Rock, laser, scissors
Ribbon cutting celebrates the $25 million renovation of Beury Hall
President Ann Weaver Hart and College of Science and Technology Dean Hai-Lung Dai cut the ribbon on the newly renovated Beury Hall during a ceremony on March 5.
Built in 1963, Beury Hall is home to the departments of Chemistry and Earth and Environmental Science (formerly the Department of Geology), and houses classrooms, research and instructional laboratories and offices, as well as four state-of-the-art lecture halls.
The five-year, $25 million project included a complete renovation of the of the building’s main infrastructure, the installation of wireless technology in classrooms and lecture halls, and enhancing and upgrading research and lab facilities.

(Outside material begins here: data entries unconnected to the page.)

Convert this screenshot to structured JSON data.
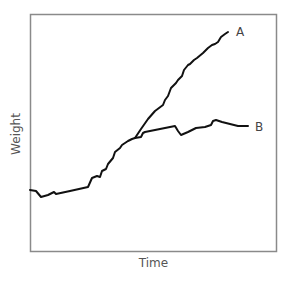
{
  "chart_data": {
    "type": "line",
    "title": "",
    "xlabel": "Time",
    "ylabel": "Weight",
    "grid": false,
    "legend": "inline labels at line ends",
    "frame": {
      "left": 30,
      "top": 14,
      "right": 277,
      "bottom": 252
    },
    "shared_segment": {
      "name": "common",
      "points": [
        [
          30,
          190
        ],
        [
          36,
          191
        ],
        [
          41,
          197
        ],
        [
          48,
          195
        ],
        [
          54,
          192
        ],
        [
          56,
          194
        ],
        [
          70,
          191
        ],
        [
          88,
          187
        ],
        [
          92,
          178
        ],
        [
          97,
          176
        ],
        [
          100,
          177
        ],
        [
          102,
          171
        ],
        [
          106,
          169
        ],
        [
          108,
          164
        ],
        [
          113,
          158
        ],
        [
          115,
          152
        ],
        [
          120,
          148
        ],
        [
          122,
          145
        ],
        [
          125,
          143
        ],
        [
          128,
          141
        ],
        [
          132,
          139
        ],
        [
          135,
          138
        ]
      ]
    },
    "series": [
      {
        "name": "A",
        "color": "#111111",
        "points": [
          [
            135,
            138
          ],
          [
            141,
            129
          ],
          [
            148,
            119
          ],
          [
            155,
            111
          ],
          [
            163,
            105
          ],
          [
            165,
            100
          ],
          [
            168,
            96
          ],
          [
            171,
            88
          ],
          [
            174,
            85
          ],
          [
            176,
            83
          ],
          [
            178,
            80
          ],
          [
            182,
            76
          ],
          [
            184,
            70
          ],
          [
            188,
            65
          ],
          [
            190,
            64
          ],
          [
            194,
            60
          ],
          [
            197,
            58
          ],
          [
            203,
            53
          ],
          [
            208,
            48
          ],
          [
            212,
            45
          ],
          [
            215,
            44
          ],
          [
            218,
            42
          ],
          [
            221,
            37
          ],
          [
            225,
            34
          ],
          [
            228,
            32
          ]
        ],
        "label_pos": [
          236,
          33
        ]
      },
      {
        "name": "B",
        "color": "#111111",
        "points": [
          [
            135,
            138
          ],
          [
            141,
            137
          ],
          [
            143,
            133
          ],
          [
            145,
            132
          ],
          [
            160,
            129
          ],
          [
            175,
            126
          ],
          [
            178,
            131
          ],
          [
            181,
            135
          ],
          [
            188,
            132
          ],
          [
            196,
            128
          ],
          [
            205,
            127
          ],
          [
            211,
            125
          ],
          [
            213,
            121
          ],
          [
            216,
            120
          ],
          [
            222,
            122
          ],
          [
            230,
            124
          ],
          [
            238,
            126
          ],
          [
            248,
            126
          ]
        ],
        "label_pos": [
          255,
          128
        ]
      }
    ],
    "xlim": null,
    "ylim": null
  },
  "labels": {
    "x_axis": "Time",
    "y_axis": "Weight",
    "series_a": "A",
    "series_b": "B"
  }
}
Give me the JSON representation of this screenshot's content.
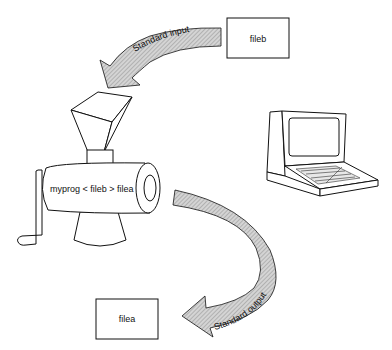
{
  "diagram": {
    "input_file": {
      "label": "fileb"
    },
    "output_file": {
      "label": "filea"
    },
    "program": {
      "command": "myprog < fileb > filea"
    },
    "arrows": {
      "stdin": {
        "label": "Standard input"
      },
      "stdout": {
        "label": "Standard output"
      }
    },
    "icons": {
      "program": "meat-grinder-icon",
      "terminal": "computer-terminal-icon"
    },
    "colors": {
      "stroke": "#111111",
      "arrow_fill": "#b8b8b8",
      "background": "#ffffff"
    }
  }
}
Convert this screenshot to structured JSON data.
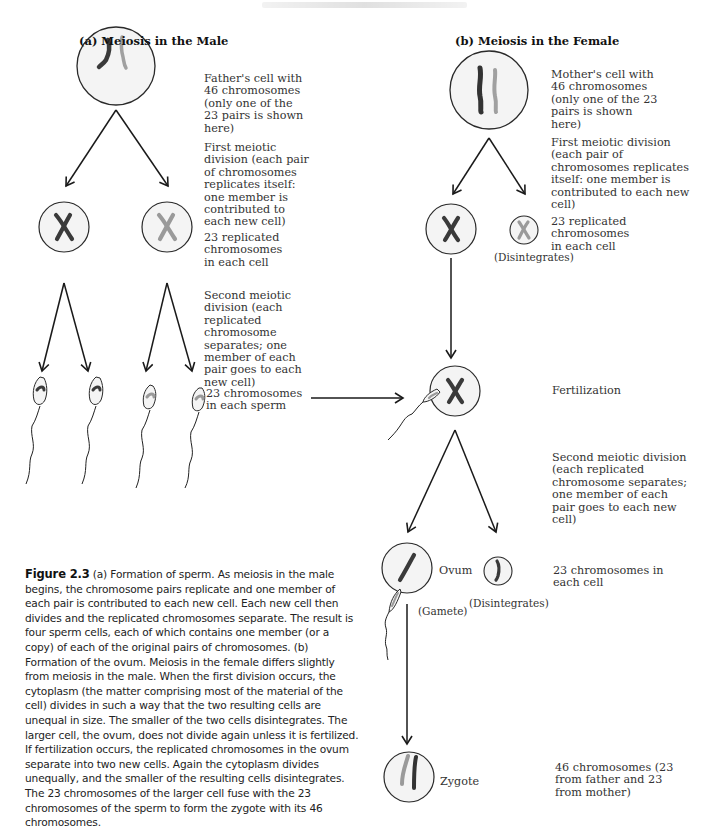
{
  "header": {
    "running_header_text": "faint, illegible running header"
  },
  "panels": {
    "male": {
      "title": "(a) Meiosis in the Male",
      "labels": {
        "father_cell": "Father's cell with 46 chromosomes (only one of the 23 pairs is shown here)",
        "first_division": "First meiotic division (each pair of chromosomes replicates itself: one member is contributed to each new cell)",
        "replicated": "23 replicated chromosomes in each cell",
        "second_division": "Second meiotic division (each replicated chromosome separates; one member of each pair goes to each new cell)",
        "sperm": "23 chromosomes in each sperm"
      }
    },
    "female": {
      "title": "(b) Meiosis in the Female",
      "labels": {
        "mother_cell": "Mother's cell with 46 chromosomes (only one of the 23 pairs is shown here)",
        "first_division": "First meiotic division (each pair of chromosomes replicates itself: one member is contributed to each new cell)",
        "replicated": "23 replicated chromosomes in each cell",
        "disintegrates_1": "(Disintegrates)",
        "fertilization": "Fertilization",
        "second_division": "Second meiotic division (each replicated chromosome separates; one member of each pair goes to each new cell)",
        "ovum": "Ovum",
        "gamete": "(Gamete)",
        "disintegrates_2": "(Disintegrates)",
        "chromosomes_each_cell": "23 chromosomes in each cell",
        "zygote": "Zygote",
        "zygote_desc": "46 chromosomes (23 from father and 23 from mother)"
      }
    }
  },
  "caption": {
    "figure_label": "Figure 2.3",
    "text": " (a) Formation of sperm. As meiosis in the male begins, the chromosome pairs replicate and one member of each pair is contributed to each new cell. Each new cell then divides and the replicated chromosomes separate. The result is four sperm cells, each of which contains one member (or a copy) of each of the original pairs of chromosomes. (b) Formation of the ovum. Meiosis in the female differs slightly from meiosis in the male. When the first division occurs, the cytoplasm (the matter comprising most of the material of the cell) divides in such a way that the two resulting cells are unequal in size. The smaller of the  two cells disintegrates. The larger cell, the ovum, does not divide again unless it is fertilized. If fertilization occurs, the replicated chromosomes in the ovum separate into two new cells. Again the cytoplasm divides unequally, and the smaller of the resulting cells disintegrates. The 23 chromosomes of the larger cell fuse with the 23 chromosomes of the sperm to form the zygote with its 46 chromosomes."
  },
  "colors": {
    "cell_fill": "#f4f4f4",
    "cell_stroke": "#2a2a2a",
    "chromosome_dark": "#3a3a3a",
    "chromosome_light": "#9a9a9a",
    "arrow": "#1a1a1a",
    "text": "#333333"
  }
}
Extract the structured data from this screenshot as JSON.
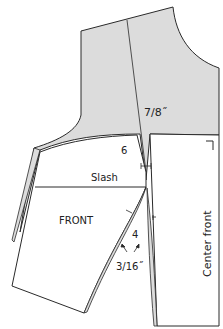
{
  "diagram": {
    "type": "sewing-pattern",
    "labels": {
      "dart_width": "7/8˝",
      "seam_top_number": "6",
      "slash": "Slash",
      "front": "FRONT",
      "seam_bottom_number": "4",
      "small_measure": "3/16˝",
      "center_front": "Center front"
    },
    "colors": {
      "fill": "#dcdcdc",
      "stroke": "#2a2a2a",
      "background": "#ffffff"
    }
  }
}
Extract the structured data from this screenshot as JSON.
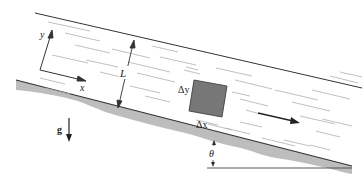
{
  "diagram": {
    "title": "",
    "labels": {
      "x_axis": "x",
      "y_axis": "y",
      "thickness": "L",
      "delta_y": "Δy",
      "delta_x": "Δx",
      "gravity": "g",
      "angle": "θ"
    },
    "colors": {
      "line": "#333333",
      "ground": "#b8b8b8",
      "element": "#777777",
      "streak": "#b0b0b0",
      "background": "#ffffff"
    },
    "elements": [
      {
        "id": "free-surface",
        "type": "line"
      },
      {
        "id": "inclined-wall",
        "type": "line"
      },
      {
        "id": "ground-hatch",
        "type": "shaded-region"
      },
      {
        "id": "fluid-element",
        "type": "square",
        "label_x": "Δx",
        "label_y": "Δy"
      },
      {
        "id": "coordinate-axes",
        "type": "axes",
        "labels": [
          "x",
          "y"
        ]
      },
      {
        "id": "thickness-dimension",
        "type": "double-arrow",
        "label": "L"
      },
      {
        "id": "gravity-arrow",
        "type": "arrow",
        "label": "g"
      },
      {
        "id": "flow-direction-arrow",
        "type": "arrow"
      },
      {
        "id": "incline-angle",
        "type": "angle",
        "label": "θ"
      },
      {
        "id": "horizontal-reference",
        "type": "line"
      }
    ]
  }
}
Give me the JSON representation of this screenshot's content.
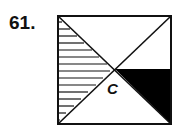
{
  "problem": {
    "number": "61.",
    "figure": {
      "shape": "square",
      "center_label": "C",
      "regions": [
        {
          "name": "left-triangle",
          "fill": "horizontal-hatch"
        },
        {
          "name": "right-lower-triangle",
          "fill": "solid-black"
        },
        {
          "name": "top-triangle",
          "fill": "white"
        },
        {
          "name": "bottom-triangle",
          "fill": "white"
        }
      ],
      "colors": {
        "stroke": "#111111",
        "fill_dark": "#000000",
        "background": "#ffffff"
      }
    }
  }
}
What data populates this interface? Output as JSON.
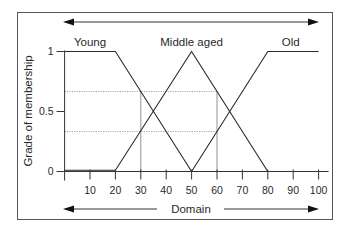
{
  "chart_data": {
    "type": "line",
    "title": "",
    "xlabel": "Domain",
    "ylabel": "Grade of membership",
    "xlim": [
      0,
      100
    ],
    "ylim": [
      0,
      1
    ],
    "grid": false,
    "legend": "inline labels above each membership function",
    "xticks": [
      10,
      20,
      30,
      40,
      50,
      60,
      70,
      80,
      90,
      100
    ],
    "xtick_labels": [
      "10",
      "20",
      "30",
      "40",
      "50",
      "60",
      "70",
      "80",
      "90",
      "100"
    ],
    "yticks": [
      0,
      0.5,
      1
    ],
    "ytick_labels": [
      "0",
      "0.5",
      "1"
    ],
    "series": [
      {
        "name": "Young",
        "x": [
          0,
          20,
          50
        ],
        "y": [
          1,
          1,
          0
        ],
        "label_at_x": 10
      },
      {
        "name": "Middle aged",
        "x": [
          0,
          20,
          50,
          80
        ],
        "y": [
          0,
          0,
          1,
          0
        ],
        "label_at_x": 50
      },
      {
        "name": "Old",
        "x": [
          50,
          80,
          100
        ],
        "y": [
          0,
          1,
          1
        ],
        "label_at_x": 89
      }
    ],
    "reference_lines": {
      "horizontal": [
        {
          "y": 0.667,
          "x_from": 0,
          "x_to": 60
        },
        {
          "y": 0.333,
          "x_from": 0,
          "x_to": 60
        }
      ],
      "vertical": [
        {
          "x": 30,
          "y_from": 0,
          "y_to": 0.667
        },
        {
          "x": 60,
          "y_from": 0,
          "y_to": 0.667
        }
      ]
    },
    "annotations": [
      {
        "type": "double-arrow",
        "position": "top",
        "meaning": "span of domain"
      },
      {
        "type": "double-arrow",
        "position": "bottom",
        "text": "Domain"
      }
    ],
    "colors": {
      "lines": "#2b2b2b",
      "reference": "#8a8a8a",
      "text": "#2a2a2a"
    }
  }
}
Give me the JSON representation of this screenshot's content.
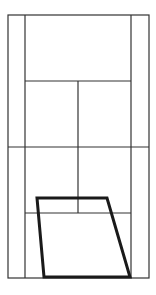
{
  "diagram": {
    "type": "tennis-court",
    "orientation": "vertical",
    "line_color": "#333333",
    "highlight_color": "#1a1a1a",
    "court": {
      "outer": {
        "x1": 8,
        "y1": 15,
        "x2": 149,
        "y2": 278
      },
      "singles_left_x": 25,
      "singles_right_x": 131,
      "net_y": 147,
      "service_top_y": 81,
      "service_bottom_y": 213,
      "center_x": 78
    },
    "highlight_region": {
      "label": "target-zone",
      "points": [
        [
          37,
          198
        ],
        [
          107,
          198
        ],
        [
          130,
          277
        ],
        [
          44,
          277
        ]
      ]
    }
  }
}
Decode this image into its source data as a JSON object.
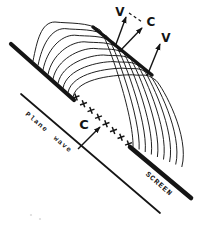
{
  "figure": {
    "background": "#ffffff",
    "ink": "#151515",
    "labels": {
      "v_top": "V",
      "c_top": "C",
      "v_right": "V",
      "c_mid": "C",
      "plane_wave": "Plane wave",
      "screen": "SCREEN"
    },
    "lines": {
      "barrier": {
        "x1": 11,
        "y1": 44,
        "x2": 74,
        "y2": 100,
        "w": 4.2
      },
      "envelope": {
        "x1": 93,
        "y1": 27,
        "x2": 152,
        "y2": 75,
        "w": 3.4
      },
      "screen": {
        "x1": 130,
        "y1": 147,
        "x2": 191,
        "y2": 198,
        "w": 4.6
      },
      "planewave": {
        "x1": 21,
        "y1": 94,
        "x2": 160,
        "y2": 213,
        "w": 1.7
      }
    },
    "wavelets": [
      "M33,61 C37,41 41,22 55,22 C68,23.5 89,22 100,30 C107,37 134,116 133,147",
      "M38,65.5 C42,45.5 50.7,28.6 64.7,28.6 C77.7,30.1 96,28.3 107,36.3 C114,43.3 141,118.5 139.1,149.5",
      "M43,70 C47,50 60.4,35.2 74.4,35.2 C87.4,36.7 103,34.6 114,42.6 C121,49.6 148,121 145.2,152",
      "M48,74.5 C52,54.5 70.1,41.8 84.1,41.8 C97.1,43.3 110,40.9 121,48.9 C128,55.9 155,123.5 151.3,154.5",
      "M53,79 C57,59 79.8,48.4 93.8,48.4 C106.8,49.9 117,47.2 128,55.2 C135,62.2 162,126 157.4,157",
      "M58,83.5 C62,63.5 89.5,55 103.5,55 C116.5,56.5 124,53.5 135,61.5 C142,68.5 169,128.5 163.5,159.5",
      "M63,88 C67,68 99.2,61.6 113.2,61.6 C126.2,63.1 131,59.8 142,67.8 C149,74.8 176,131 169.6,162",
      "M68,92.5 C72,72.5 108.9,68.2 122.9,68.2 C135.9,69.7 138,66.1 149,74.1 C156,81.1 183,133.5 175.7,164.5",
      "M73,97 C77,77 118.6,74.8 132.6,74.8 C145.6,76.3 145,72.4 156,80.4 C163,87.4 190,136 181.8,167"
    ],
    "source_marks": [
      [
        76,
        97
      ],
      [
        83.5,
        103.7
      ],
      [
        91,
        110.4
      ],
      [
        98.5,
        117.1
      ],
      [
        106,
        123.8
      ],
      [
        113.5,
        130.5
      ],
      [
        121,
        137.2
      ],
      [
        128.5,
        143.9
      ]
    ],
    "arrows": [
      {
        "name": "arrow-to-v-top",
        "x1": 115,
        "y1": 47,
        "x2": 126,
        "y2": 17
      },
      {
        "name": "arrow-to-c-top",
        "x1": 119,
        "y1": 52,
        "x2": 142,
        "y2": 28
      },
      {
        "name": "arrow-to-v-right",
        "x1": 147,
        "y1": 76,
        "x2": 160,
        "y2": 44
      },
      {
        "name": "arrow-to-c-mid",
        "x1": 78,
        "y1": 149,
        "x2": 100,
        "y2": 127
      }
    ],
    "dashed_leader": {
      "x1": 129,
      "y1": 13,
      "x2": 142,
      "y2": 22
    },
    "noise_dots": [
      [
        31,
        215
      ],
      [
        40,
        219
      ]
    ]
  }
}
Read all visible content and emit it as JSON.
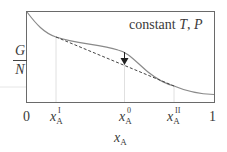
{
  "diagram": {
    "annotation": "constant T, P",
    "annotation_parts": {
      "prefix": "constant ",
      "T": "T",
      "sep": ", ",
      "P": "P"
    },
    "y_axis_label": {
      "numerator": "G",
      "denominator": "N"
    },
    "x_axis_label": {
      "var": "x",
      "sub": "A"
    },
    "x_ticks": [
      {
        "label": "0"
      },
      {
        "var": "x",
        "sub": "A",
        "sup": "I"
      },
      {
        "var": "x",
        "sub": "A",
        "sup": "0"
      },
      {
        "var": "x",
        "sub": "A",
        "sup": "II"
      },
      {
        "label": "1"
      }
    ],
    "elements": {
      "curve": "free energy curve G/N vs x_A (solid, gray)",
      "tangent": "common tangent line (dashed) between x_A^I and x_A^II",
      "arrow": "downward arrow at x_A^0 from curve to tangent"
    },
    "colors": {
      "curve": "#8a8a8a",
      "frame": "#555555",
      "dashed": "#444444",
      "guides": "#d0d0d0"
    }
  }
}
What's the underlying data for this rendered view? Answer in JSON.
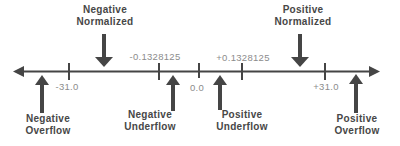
{
  "regions": {
    "negative_normalized": "Negative\nNormalized",
    "positive_normalized": "Positive\nNormalized",
    "negative_overflow": "Negative\nOverflow",
    "negative_underflow": "Negative\nUnderflow",
    "positive_underflow": "Positive\nUnderflow",
    "positive_overflow": "Positive\nOverflow"
  },
  "axis_values": {
    "neg_max": "-31.0",
    "neg_min": "-0.1328125",
    "zero": "0.0",
    "pos_min": "+0.1328125",
    "pos_max": "+31.0"
  },
  "colors": {
    "background": "#ffffff",
    "label_text": "#474747",
    "value_text": "#8c8c8c",
    "axis": "#454545"
  }
}
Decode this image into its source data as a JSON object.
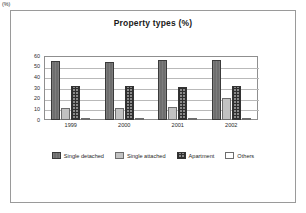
{
  "chart_data": {
    "type": "bar",
    "title": "Property types (%)",
    "xlabel": "",
    "ylabel": "(%)",
    "y_unit_label": "(%)",
    "categories": [
      "1999",
      "2000",
      "2001",
      "2002"
    ],
    "ylim": [
      0,
      60
    ],
    "yticks": [
      60,
      50,
      40,
      30,
      20,
      10,
      0
    ],
    "grid": true,
    "legend_position": "bottom",
    "series": [
      {
        "name": "Single detached",
        "values": [
          55,
          54,
          56,
          56.5
        ],
        "color": "#6e6e6e",
        "fill": "solid-dark-gray"
      },
      {
        "name": "Single attached",
        "values": [
          11,
          11.5,
          12,
          20.5
        ],
        "color": "#c2c2c2",
        "fill": "solid-light-gray"
      },
      {
        "name": "Apartment",
        "values": [
          32,
          32,
          31,
          32
        ],
        "color": "#8a8a8a",
        "fill": "crosshatch-grid"
      },
      {
        "name": "Others",
        "values": [
          1,
          1.5,
          1.5,
          1.5
        ],
        "color": "#ffffff",
        "fill": "white-outline"
      }
    ]
  }
}
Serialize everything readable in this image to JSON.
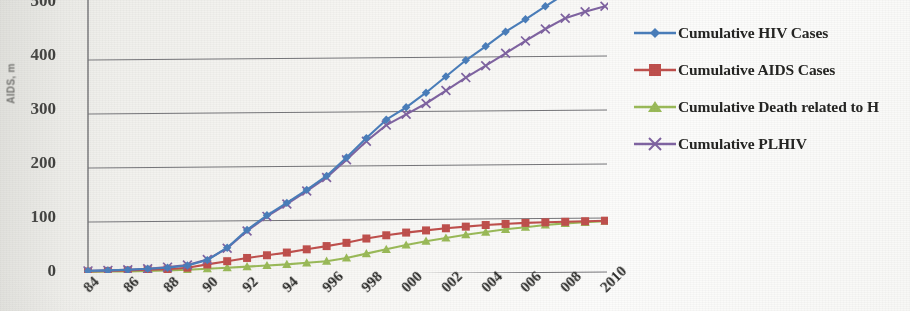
{
  "chart_data": {
    "type": "line",
    "title": "",
    "subtitle": "",
    "xlabel": "",
    "ylabel": "AIDS, m",
    "ylim": [
      0,
      500
    ],
    "yticks": [
      0,
      100,
      200,
      300,
      400,
      500
    ],
    "grid": "horizontal",
    "legend_position": "right",
    "note": "Scanned/photographed chart; y-axis title and the top '500' tick are clipped at the image edge, year labels are rotated and clipped at the bottom, and the third legend entry is cut off at the right edge.",
    "x": [
      1984,
      1985,
      1986,
      1987,
      1988,
      1989,
      1990,
      1991,
      1992,
      1993,
      1994,
      1995,
      1996,
      1997,
      1998,
      1999,
      2000,
      2001,
      2002,
      2003,
      2004,
      2005,
      2006,
      2007,
      2008,
      2009,
      2010
    ],
    "xtick_labels": [
      "1984",
      "1986",
      "1988",
      "1990",
      "1992",
      "1994",
      "1996",
      "1998",
      "2000",
      "2002",
      "2004",
      "2006",
      "2008",
      "2010"
    ],
    "xtick_labels_visible": [
      "84",
      "86",
      "88",
      "90",
      "92",
      "94",
      "996",
      "998",
      "000",
      "002",
      "004",
      "006",
      "008",
      "2010"
    ],
    "series": [
      {
        "name": "Cumulative HIV Cases",
        "color": "#4a7ebb",
        "marker": "diamond",
        "values": [
          2,
          3,
          4,
          6,
          8,
          12,
          22,
          45,
          78,
          105,
          128,
          152,
          178,
          212,
          248,
          282,
          305,
          332,
          362,
          392,
          418,
          445,
          468,
          492,
          515,
          538,
          560
        ]
      },
      {
        "name": "Cumulative AIDS Cases",
        "color": "#c0504d",
        "marker": "square",
        "values": [
          1,
          2,
          3,
          4,
          5,
          8,
          14,
          20,
          26,
          31,
          36,
          42,
          48,
          54,
          62,
          68,
          73,
          77,
          81,
          84,
          87,
          89,
          91,
          92,
          93,
          94,
          95
        ]
      },
      {
        "name": "Cumulative Death related to H",
        "color": "#9bbb59",
        "marker": "triangle",
        "values": [
          0,
          1,
          1,
          2,
          3,
          4,
          6,
          8,
          10,
          12,
          14,
          17,
          20,
          26,
          34,
          42,
          50,
          57,
          63,
          69,
          74,
          79,
          83,
          87,
          90,
          92,
          94
        ]
      },
      {
        "name": "Cumulative PLHIV",
        "color": "#8064a2",
        "marker": "x",
        "values": [
          2,
          3,
          4,
          6,
          9,
          13,
          23,
          44,
          76,
          103,
          126,
          150,
          175,
          208,
          242,
          272,
          292,
          312,
          336,
          360,
          382,
          405,
          428,
          450,
          470,
          482,
          492
        ]
      }
    ]
  },
  "axis": {
    "y_title": "AIDS, m",
    "y_ticks": [
      "500",
      "400",
      "300",
      "200",
      "100",
      "0"
    ]
  },
  "legend": {
    "items": [
      {
        "label": "Cumulative HIV Cases",
        "color": "#4a7ebb",
        "marker": "diamond"
      },
      {
        "label": "Cumulative AIDS Cases",
        "color": "#c0504d",
        "marker": "square"
      },
      {
        "label": "Cumulative Death related to H",
        "color": "#9bbb59",
        "marker": "triangle"
      },
      {
        "label": "Cumulative PLHIV",
        "color": "#8064a2",
        "marker": "x"
      }
    ]
  }
}
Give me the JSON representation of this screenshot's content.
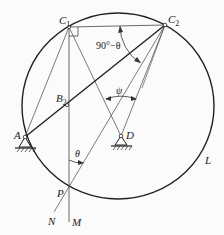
{
  "figure": {
    "points": {
      "C1": {
        "label": "C",
        "sub": "1",
        "x": 69,
        "y": 27
      },
      "C2": {
        "label": "C",
        "sub": "2",
        "x": 165,
        "y": 25
      },
      "B2": {
        "label": "B",
        "sub": "2",
        "x": 67,
        "y": 105
      },
      "A": {
        "label": "A",
        "x": 25,
        "y": 137
      },
      "D": {
        "label": "D",
        "x": 121,
        "y": 136
      },
      "P": {
        "label": "P",
        "x": 69,
        "y": 187
      },
      "N": {
        "label": "N",
        "x": 52,
        "y": 215
      },
      "M": {
        "label": "M",
        "x": 69,
        "y": 218
      }
    },
    "circle_label": "L",
    "angles": {
      "top": "90°−θ",
      "psi": "ψ",
      "theta": "θ"
    },
    "colors": {
      "stroke": "#222222",
      "thin": "#444444",
      "background": "#fbfbfb"
    }
  }
}
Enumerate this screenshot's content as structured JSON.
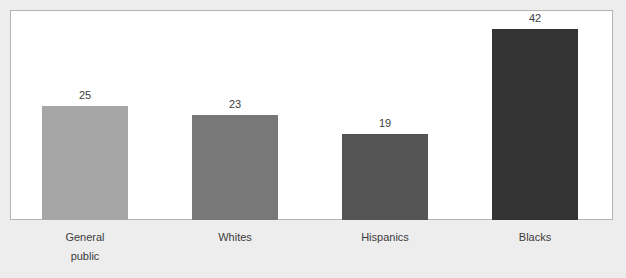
{
  "chart_data": {
    "type": "bar",
    "title": "",
    "xlabel": "",
    "ylabel": "",
    "ylim": [
      0,
      46
    ],
    "grid": false,
    "legend": "none",
    "categories": [
      "General public",
      "Whites",
      "Hispanics",
      "Blacks"
    ],
    "category_lines": [
      [
        "General",
        "public"
      ],
      [
        "Whites"
      ],
      [
        "Hispanics"
      ],
      [
        "Blacks"
      ]
    ],
    "values": [
      25,
      23,
      19,
      42
    ],
    "value_labels": [
      "25",
      "23",
      "19",
      "42"
    ],
    "bar_colors": [
      "#a6a6a6",
      "#787878",
      "#545454",
      "#333333"
    ]
  },
  "styles": {
    "page_background": "#ededed",
    "plot_background": "#ffffff",
    "plot_border": "#b4b4b4",
    "text_color": "#3c3c3c"
  }
}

“In a university, the most important resources are, of course, its people — students and faculty,” said Dai. “To support the people to accomplish the university’s mission of engaging discovery and the dissemination of knowledge, we need good facilities.
“Beury Hall was built some 40 years ago to support this mission,” he said. “The College of Science and Technology is very grateful that the university recognized the need to modernize the laboratories for chemistry and earth and environmental science.”
The building is named in honor of Charles E. Beury, who served as a trustee of Temple from 1913 to 1952 and was the university’s second president from 1925 to 1941.